Food is the dogs' greatest incentive because it is always scarce. The dog needs rich fats, muscle-building meat and loads of vitamins, all of which are concentrated in the flesh of the Arctic seal — the Eskimo's staff of life. A tired team will often dash forward without any visible reason, only to bring up at a seal hole several miles away. A veteran Hudson Bay trader declares that once when, all out of food, he was following the coast line in search of fresh meat his dogs veered inland against all he could do to control them and led him to a herd of caribou 12 miles away. This ability to discover food is probably due to a keen sense of smell, aided by the Arctic atmosphere, which will sometimes carry a scent for miles.

In the two months of Arctic summer, when the Eskimos turn their dogs loose to shift for themselves, the Huskies range along the shore line eating shrimp, mussels, birds' eggs and dead things cast up by the tide, or they scatter inland and run down hares and lemmings. This scanty diet reduces them to such a state of starvation that they gladly come back to camp when the weather turns cold, knowing they can count on a feast of rich walrus meat.

Much of the Husky's reputation for ferocity is due to his generally famished condition. Well fed and well treated, he is affectionate and friendly. Goaded by hunger, however, Huskies put up a fearsome show of snarling and snapping at feeding time, and have a dangerous habit of hurling themselves upon any human being who stands between them and their food. This can be fatal, for a fur-clad human being flopping about on the snow can be easily mistaken for a seal by a famished and excited dog. If this draws blood the whole pack may set upon the victim. The wife of one of the Canadian Mounties was killed in this way.

The Husky more than makes up for his occasional lapses by extraordinary devotion and self-sacrifice. Under ordinary conditions he will cover 25 miles a day at the rate of six or seven miles an hour, and hardly feel it. When the sledding is really tough, he will outstrip almost anything that can be imagined in the way of endurance.

Sub-zero gales that lash the dogs with drifting sand and snow will sometimes freeze their faces so severely that the dogs have to be destroyed. When the thermometer falls under 50 below zero the lungs of a panting dog become frostbitten if he is driven too hard, causing hemorrhages that choke him. If the snow is slushy it packs between the dog's toes and forms hard balls of ice that cripple him.
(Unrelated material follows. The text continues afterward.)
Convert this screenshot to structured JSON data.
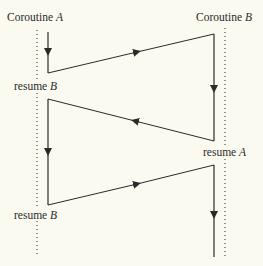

Thoughtful drivers make him boots of rawhide or canvas, but while these protect his feet, they hamper his footing, making the pulling much harder. In spite of such hardships, a team of 15 Huskies traveled 1300 miles in 85 days, bringing home a rescue party of the Mounted Police and hauling the last ten days of the journey without any food at all.

Realizing how greatly the development of the North depends upon this indomitable dog, the Canadian Government now sends animal pathologists into the Arctic to study the Huskies' needs and combat epidemics of rabies and distemper that used to kill them by hundreds. Closely cooperating with the Canadian Government's Northwest Territories Administration, the Royal Canadian Mounted Police and the Hudson's Bay Company are teaching the Eskimos to feed their dogs a full ration all year round, to breed them for strength and intelligence, to have them inoculated against disease, and to isolate them when they fall sick.

In many settlements throughout the Arctic hundreds of white men and women are pioneering in a country which, 25 years ago, most people considered uninhabitable by any but Eskimos. Steadily they are turning it into a new stronghold of civilization. But the first credit for anything they achieve must go to the faithful Husky. By his boundless vitality and his unstinted devotion, it was he who first made it possible for white men to enter that land of long winters and hard sledding.